In this Supply Chain Matters This Week in Supply Chain Tech update, we highlight SAP SE’s announcement of Joule, a natural-language, generative AI copilot.
The technology will ultimately be embedded into various SAP Cloud based applications including those supporting supply chain management.
According to the SAP announcement: “Joule will be embedded throughout SAP’s cloud enterprise portfolio, delivering proactive and contextualized insights from across the breadth and depth of SAP solutions and third-party sources.” This includes elements of SAP’s Business Technology Platform (BTP) aimed to support B2B data and information needs.
The stated roadmap for Joule capability will reportedly include initial use in SAP SuccessFactors Cloud platform and the SAP Start site later this year. Subsequently, the roadmap calls for selective use within SAP S/4HANA Cloud public and private editions, and SAP Customer Experience, SAP Ariba solutions along with SAP Business Technology Platform to follow.
Added Supply Chain Matters Perspectives
A briefing held with industry analysts and market influencers indicates that the roadmap of Joule parallels that of the planned two year release schedule of SAP S/4 HANA Cloud Private edition with some added augmentation of generative AI for certain appropriate business process use cases or where a chat bot and enhanced automation of large amounts of knowledge are appropriate.
SAP’s emphasis is on the interaction between application users and various data stores, including the most appropriate data engines needed to support data types including chat bot and large language model use.
One specific area being targeted is support for business sustainability actions including the termed “Green Ledger,” a system of record for carbon accounting that can record as well as context carbon emissions overall. A demo of functionality included not only the accounting of carbon consumption, but the creation of a data store of material components specified and procured in product supply chains that can be leveraged by supply chain teams in procurement sourcing or supplier management decisions.
Added Supply Chain Matters Perspectives
This SAP Joule announcement somewhat parallels with rival Oracle’s recent set of announcements at the recent CloudWorld event held last week.
That event included the showcasing of AI-powered capabilities within Oracle Analytics Cloud, leveraging both the Oracle Cloud Infrastructure (OCI) and Generative AI service platform. Oracle executives indicated that over the next two major releases, over 50 various use cases of generative AI support will be available for use across applications including select support application areas within the Oracle Cloud SCM suite.
From our lens, many of these generative AI announcements coming from enterprise and specialty technology support providers are marketing driven. They are efforts to both increase the user level interest levels in the opportunities associated with this technology, and to garner customer inputs as to what areas of application provide the most interest.
In the specific case of SAP, Oracle and other large IT infrastructure hyperscalers, they represent added efforts to motivate businesses and their IT teams to accelerate their upgrade of legacy applications to Cloud based platforms where they can be able leverage newer advanced capabilities including generative AI.
As we have stated in our published research advisories, it is more important for businesses themselves to establish their own plans and strategies relative to the use of these more advanced generative AI capabilities especially in light of some of the stated drawbacks and concerns relative to either data readiness, accuracy and security. Consider centralization of this effort as a means of control. We further recommend that businesses prioritize and tackle data rationalization and harmonization as a foundational step before deploying advanced AI systems, in some cases utilizing more proven narrow AI and machine learning technology.
These guidelines especially include evaluation for use in supporting business mission critical supply chain, procurement sourcing and product management business processes. It is going to take more time for advanced AI approaches to establish their viability in this segment.
The bottom line is that quite a lot of expensive investment has occurred among large tech providers and systems integrators on the promise of this technology and on potential for added market growth segments. Keep that in mind as this flurry of announcements continue.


Collect from the data below each line with "position".

• Data supplied:
——————

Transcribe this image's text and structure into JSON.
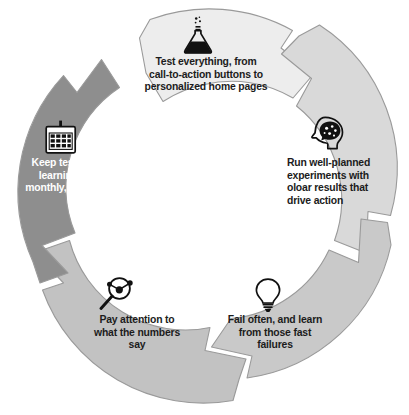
{
  "diagram": {
    "type": "cyclical-arrow-process",
    "title": "",
    "direction": "clockwise",
    "segment_count": 5,
    "colors": {
      "segment_lightest": "#ededed",
      "segment_light": "#d9d9d9",
      "segment_mid": "#c9c9c9",
      "segment_mid_dark": "#c2c2c2",
      "segment_dark": "#8e8e8e",
      "outline": "#9a9a9a",
      "gap": "#ffffff",
      "text_dark": "#1c1c1c",
      "text_light": "#ffffff",
      "icon_dark": "#111111",
      "page_background": "#ffffff"
    },
    "segments": [
      {
        "id": "test-everything",
        "position": "top",
        "order": 1,
        "icon": "flask-icon",
        "fill": "#ededed",
        "text_color": "#1c1c1c",
        "label": "Test everything, from\ncall-to-action buttons to\npersonalized home pages"
      },
      {
        "id": "run-experiments",
        "position": "right",
        "order": 2,
        "icon": "head-brain-icon",
        "fill": "#d9d9d9",
        "text_color": "#1c1c1c",
        "label": "Run well-planned\nexperiments with\noloar results that\ndrive action"
      },
      {
        "id": "fail-often",
        "position": "bottom-right",
        "order": 3,
        "icon": "lightbulb-icon",
        "fill": "#c9c9c9",
        "text_color": "#1c1c1c",
        "label": "Fail often, and learn\nfrom those fast\nfailures"
      },
      {
        "id": "pay-attention",
        "position": "bottom-left",
        "order": 4,
        "icon": "magnifying-glass-data-icon",
        "fill": "#c2c2c2",
        "text_color": "#1c1c1c",
        "label": "Pay attention to\nwhat the numbers\nsay"
      },
      {
        "id": "keep-testing",
        "position": "left",
        "order": 5,
        "icon": "calendar-icon",
        "fill": "#8e8e8e",
        "text_color": "#ffffff",
        "label": "Keep testing and\nlearning daily,\nmonthly, and yearly"
      }
    ]
  }
}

——————

• Exercise solution:
        "position": "top",
        "position": "right",
        "position": "bottom-right",
        "position": "bottom-left",
        "position": "left",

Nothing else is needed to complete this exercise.